Toni Tipton-Martin’s work as an activist is rooted in tragedy.
Her father died in 1995 under what she describes as “questionable circumstances” at Los Angeles’ notorious King-Drew hospital. A car accident sent him to intensive care at the hospital known for providing such substandard care that it was eventually shuttered. A surgeon assured Tipton-Martin that her father would recover; a few hours later, he was dead.
In her grief, Tipton-Martin resolved to play a role in “community healing.” But what did that mean for an award-winning journalist, author and culinary historian?
Part of her healing process was starting a nonprofit dedicated to promoting the “connection between cultural heritage, cooking and a healthy community,” as she wrote in an essay for Edible Austin magazine. Last year, Tipton-Martin’s group, SANDE Youth Project, hosted Soul Summit, a conversation about race, identity, food and power — the first conference, she believes, to be dedicated exclusively to African-American food culture.
Another part was writing a coffee table book, “The Jemima Code: Two Centuries of African-American Cookbooks,” details 150 cookbooks that challenge the mythical mammy figure hawking pancakes and syrup that belittles African-Americans’ culinary contributions.
Tipton-Martin, 57, who splits her time between Austin and Denver, amassed her cookbook collection over decades; a couple books she got for free, others she bought for a couple thousand dollars. Her collection of such books published from 1827 to the present day totals about 300 and is kept in a gun safe.
In “The Jemima Code,” Tipton-Martin documents 163 years’ worth of cookbooks from how to be a domestic servant in the 1800s up to the soul food era in the 1960s, then the nouveau soul food era in the 1970s and the celebrity cookbooks of the 1980s and beyond. She presents cookbook authors whose lives challenged the caricature that black cooks were uneducated, cooking at the direction of white women and whose repertoire was limited to subsistence food.
There is Abby Fisher, a former slave who ran a pickles and preserves company in San Francisco and in 1881 published “What Mrs. Fisher Knows about Old Southern Cooking.” Her cookbook contains Southern classics as well as recipes for roasted venison, crab croquettes and stuffed ham laced with sherry and nutmeg.
There is Rufus Estes, a skilled master chef in Chicago who published his cookbook, “Good Things to Eat as Suggested by Rufus,” in 1911. Among the 590 recipes are beef marrow quenelles, chestnut soup, squash flower omelet and instructions for making roux and veal stock.
There is Lena Richard, who starred in a weekly cooking show on New Orleans’ first television station. She ran a catering company, worked as a head chef in New York and Virginia and sold her famous Shrimp Soup Louisiane by mail order. Her 1939 cookbook celebrated Creole cuisine with recipes for crawfish bisque, shrimp remoulade and pain perdu (French toast).
“Toni’s work is part of a groundswell of scholarship and study on African-American foodways and how there’s been a lack of attention and marginalization,” said food historian Marcie Cohen Ferris, a professor at the University of North Carolina at Chapel Hill. “Toni’s work and other scholars’ work is a start to rectify that.”
Tipton-Martin had been collecting books for years before she finally committed to writing “The Jemima Code.” The final straw was a 2002 editorial cartoon that first appeared in the student newspaper at Texas A&M University, and later was reprinted in other newspapers. The cartoon showed a big, buxom black woman wearing hair curlers and wielding a spatula as a weapon.
Tipton-Martin said seeing that negative Jim Crow-era image perpetuated on a college campus decades after the civil rights era made her realize that her book was needed.
“That was what gave me the courage and the confidence that the message resonated beyond my community,” she said.
She continued: “Here we are at this place: We’re being advised to eat closer to the soil and eat fewer packaged and processed foods and no one knows how to cook anymore. These women who could be role models are perceived negatively.”
Now those role models are on display in a gorgeous 246-page scholarly coffee-table book.
Surely, Tipton-Martin’s dad would be proud.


Goal of the exercise
Please count how many lines in the entries below contain "clubs" and reply with the figure alone.

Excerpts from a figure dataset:
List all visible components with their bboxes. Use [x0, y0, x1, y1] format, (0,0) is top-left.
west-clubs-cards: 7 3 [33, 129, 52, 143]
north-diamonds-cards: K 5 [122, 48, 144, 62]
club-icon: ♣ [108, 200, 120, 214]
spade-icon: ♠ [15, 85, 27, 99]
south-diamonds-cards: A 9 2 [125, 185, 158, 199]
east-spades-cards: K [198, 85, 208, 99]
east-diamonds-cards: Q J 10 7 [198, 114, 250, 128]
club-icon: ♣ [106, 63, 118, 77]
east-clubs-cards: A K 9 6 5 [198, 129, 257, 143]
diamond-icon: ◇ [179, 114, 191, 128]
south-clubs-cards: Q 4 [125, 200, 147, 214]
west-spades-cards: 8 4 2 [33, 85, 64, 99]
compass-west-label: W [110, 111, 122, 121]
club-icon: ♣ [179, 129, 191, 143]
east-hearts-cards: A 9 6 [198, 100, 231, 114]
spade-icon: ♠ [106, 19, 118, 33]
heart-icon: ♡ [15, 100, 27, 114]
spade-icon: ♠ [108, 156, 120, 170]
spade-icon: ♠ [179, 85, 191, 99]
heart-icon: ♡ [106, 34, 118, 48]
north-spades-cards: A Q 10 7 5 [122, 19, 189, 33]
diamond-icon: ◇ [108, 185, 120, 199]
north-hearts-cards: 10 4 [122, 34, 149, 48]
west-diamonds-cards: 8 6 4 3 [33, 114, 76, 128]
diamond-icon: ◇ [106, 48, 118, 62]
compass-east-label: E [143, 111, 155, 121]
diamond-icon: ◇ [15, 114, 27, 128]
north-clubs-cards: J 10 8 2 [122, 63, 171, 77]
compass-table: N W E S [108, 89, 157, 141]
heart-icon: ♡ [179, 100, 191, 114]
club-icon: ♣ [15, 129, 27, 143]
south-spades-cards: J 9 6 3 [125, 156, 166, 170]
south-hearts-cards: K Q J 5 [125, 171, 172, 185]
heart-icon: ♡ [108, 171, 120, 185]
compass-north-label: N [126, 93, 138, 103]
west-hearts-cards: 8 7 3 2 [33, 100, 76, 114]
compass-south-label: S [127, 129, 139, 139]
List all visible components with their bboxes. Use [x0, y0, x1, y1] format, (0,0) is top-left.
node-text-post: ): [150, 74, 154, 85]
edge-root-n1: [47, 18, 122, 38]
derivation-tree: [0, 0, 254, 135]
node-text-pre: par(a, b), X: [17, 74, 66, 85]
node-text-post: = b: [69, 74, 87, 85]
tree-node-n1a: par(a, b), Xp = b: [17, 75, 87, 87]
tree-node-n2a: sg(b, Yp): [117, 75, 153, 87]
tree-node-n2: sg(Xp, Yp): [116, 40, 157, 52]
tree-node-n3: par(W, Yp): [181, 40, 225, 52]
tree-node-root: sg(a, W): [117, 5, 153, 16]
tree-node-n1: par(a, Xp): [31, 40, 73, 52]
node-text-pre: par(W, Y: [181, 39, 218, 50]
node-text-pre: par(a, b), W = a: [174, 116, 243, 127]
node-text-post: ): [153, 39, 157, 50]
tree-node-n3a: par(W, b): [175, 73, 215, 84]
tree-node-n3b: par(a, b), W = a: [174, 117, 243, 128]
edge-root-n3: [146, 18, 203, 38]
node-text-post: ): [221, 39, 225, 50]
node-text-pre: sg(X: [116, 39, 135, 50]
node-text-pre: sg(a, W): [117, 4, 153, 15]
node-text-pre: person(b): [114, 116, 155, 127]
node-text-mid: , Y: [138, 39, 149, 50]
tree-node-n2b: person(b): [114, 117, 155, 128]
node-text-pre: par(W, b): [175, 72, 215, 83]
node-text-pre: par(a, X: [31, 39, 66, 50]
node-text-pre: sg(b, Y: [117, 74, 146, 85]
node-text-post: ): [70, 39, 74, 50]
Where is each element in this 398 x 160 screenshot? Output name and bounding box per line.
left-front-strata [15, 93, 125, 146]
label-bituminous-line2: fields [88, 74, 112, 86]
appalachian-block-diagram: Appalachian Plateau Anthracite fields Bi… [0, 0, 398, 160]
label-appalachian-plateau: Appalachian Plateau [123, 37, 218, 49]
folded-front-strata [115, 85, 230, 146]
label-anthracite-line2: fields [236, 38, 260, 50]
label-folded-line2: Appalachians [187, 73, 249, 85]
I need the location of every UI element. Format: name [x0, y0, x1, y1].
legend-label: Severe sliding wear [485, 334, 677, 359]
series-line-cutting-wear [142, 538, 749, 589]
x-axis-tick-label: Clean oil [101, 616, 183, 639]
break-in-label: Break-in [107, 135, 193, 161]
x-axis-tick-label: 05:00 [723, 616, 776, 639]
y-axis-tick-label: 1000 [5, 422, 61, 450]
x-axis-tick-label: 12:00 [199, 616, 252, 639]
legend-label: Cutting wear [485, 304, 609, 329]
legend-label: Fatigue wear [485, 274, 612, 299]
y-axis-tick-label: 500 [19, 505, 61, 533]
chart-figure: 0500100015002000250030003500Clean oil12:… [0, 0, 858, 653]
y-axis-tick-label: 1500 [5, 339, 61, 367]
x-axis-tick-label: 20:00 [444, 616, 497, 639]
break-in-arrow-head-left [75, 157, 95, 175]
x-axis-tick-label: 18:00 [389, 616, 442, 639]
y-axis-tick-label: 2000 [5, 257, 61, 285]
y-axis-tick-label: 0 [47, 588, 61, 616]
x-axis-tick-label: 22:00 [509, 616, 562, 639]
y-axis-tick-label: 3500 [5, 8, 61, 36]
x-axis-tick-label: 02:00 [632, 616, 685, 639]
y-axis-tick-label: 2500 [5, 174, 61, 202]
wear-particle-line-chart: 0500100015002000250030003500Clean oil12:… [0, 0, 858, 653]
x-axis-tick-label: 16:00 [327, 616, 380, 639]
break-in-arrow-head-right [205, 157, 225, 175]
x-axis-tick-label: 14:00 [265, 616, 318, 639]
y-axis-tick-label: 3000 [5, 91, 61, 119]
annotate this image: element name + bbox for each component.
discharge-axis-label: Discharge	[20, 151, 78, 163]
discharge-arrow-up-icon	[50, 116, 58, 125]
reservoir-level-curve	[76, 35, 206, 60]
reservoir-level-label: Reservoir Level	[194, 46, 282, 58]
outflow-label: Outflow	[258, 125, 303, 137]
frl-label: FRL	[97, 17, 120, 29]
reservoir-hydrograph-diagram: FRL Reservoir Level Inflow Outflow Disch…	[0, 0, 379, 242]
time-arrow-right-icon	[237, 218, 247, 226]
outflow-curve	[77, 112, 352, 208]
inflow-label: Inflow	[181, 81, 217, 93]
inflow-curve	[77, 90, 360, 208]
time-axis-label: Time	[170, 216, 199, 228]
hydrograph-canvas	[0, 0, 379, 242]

* * *

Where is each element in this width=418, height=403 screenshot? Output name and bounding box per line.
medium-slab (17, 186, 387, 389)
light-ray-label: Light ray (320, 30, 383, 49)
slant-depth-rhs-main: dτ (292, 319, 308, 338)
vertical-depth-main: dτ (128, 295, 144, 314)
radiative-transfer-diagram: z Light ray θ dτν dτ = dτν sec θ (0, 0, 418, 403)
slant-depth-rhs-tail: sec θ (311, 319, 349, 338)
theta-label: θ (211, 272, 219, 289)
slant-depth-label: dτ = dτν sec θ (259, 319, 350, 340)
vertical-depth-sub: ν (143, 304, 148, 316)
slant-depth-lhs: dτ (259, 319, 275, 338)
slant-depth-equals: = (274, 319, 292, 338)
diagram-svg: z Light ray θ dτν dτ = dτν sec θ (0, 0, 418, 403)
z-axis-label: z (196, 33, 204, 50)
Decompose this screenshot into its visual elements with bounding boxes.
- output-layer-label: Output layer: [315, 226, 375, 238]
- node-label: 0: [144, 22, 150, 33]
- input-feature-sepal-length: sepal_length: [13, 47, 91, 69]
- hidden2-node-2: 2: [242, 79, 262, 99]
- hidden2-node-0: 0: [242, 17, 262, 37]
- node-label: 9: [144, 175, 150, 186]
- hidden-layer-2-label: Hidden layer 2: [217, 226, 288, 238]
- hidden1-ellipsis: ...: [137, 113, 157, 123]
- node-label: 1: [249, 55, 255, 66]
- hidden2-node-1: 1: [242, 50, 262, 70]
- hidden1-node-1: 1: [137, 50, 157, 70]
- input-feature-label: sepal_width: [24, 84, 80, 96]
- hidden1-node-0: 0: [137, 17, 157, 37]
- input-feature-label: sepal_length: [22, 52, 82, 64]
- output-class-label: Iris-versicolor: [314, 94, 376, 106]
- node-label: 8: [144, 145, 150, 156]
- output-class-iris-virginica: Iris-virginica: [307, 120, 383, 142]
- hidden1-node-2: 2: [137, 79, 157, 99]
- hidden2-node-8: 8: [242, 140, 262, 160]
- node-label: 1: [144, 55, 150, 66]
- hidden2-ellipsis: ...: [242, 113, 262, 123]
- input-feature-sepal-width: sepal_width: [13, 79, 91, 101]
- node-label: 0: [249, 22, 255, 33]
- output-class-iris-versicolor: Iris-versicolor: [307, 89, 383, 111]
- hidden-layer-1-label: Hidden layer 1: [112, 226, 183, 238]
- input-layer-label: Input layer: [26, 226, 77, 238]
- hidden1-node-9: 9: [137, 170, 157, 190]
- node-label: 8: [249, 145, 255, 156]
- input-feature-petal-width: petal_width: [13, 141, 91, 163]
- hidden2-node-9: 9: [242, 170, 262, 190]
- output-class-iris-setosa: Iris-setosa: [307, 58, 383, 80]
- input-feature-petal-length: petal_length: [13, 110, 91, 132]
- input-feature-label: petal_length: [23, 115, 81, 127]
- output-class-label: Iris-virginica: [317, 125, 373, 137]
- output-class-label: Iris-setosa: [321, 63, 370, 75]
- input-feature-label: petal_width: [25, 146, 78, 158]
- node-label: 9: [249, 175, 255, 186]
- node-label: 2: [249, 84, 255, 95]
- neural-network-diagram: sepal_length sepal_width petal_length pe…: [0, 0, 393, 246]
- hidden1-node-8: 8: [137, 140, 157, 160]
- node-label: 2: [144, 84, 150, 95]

Task result
4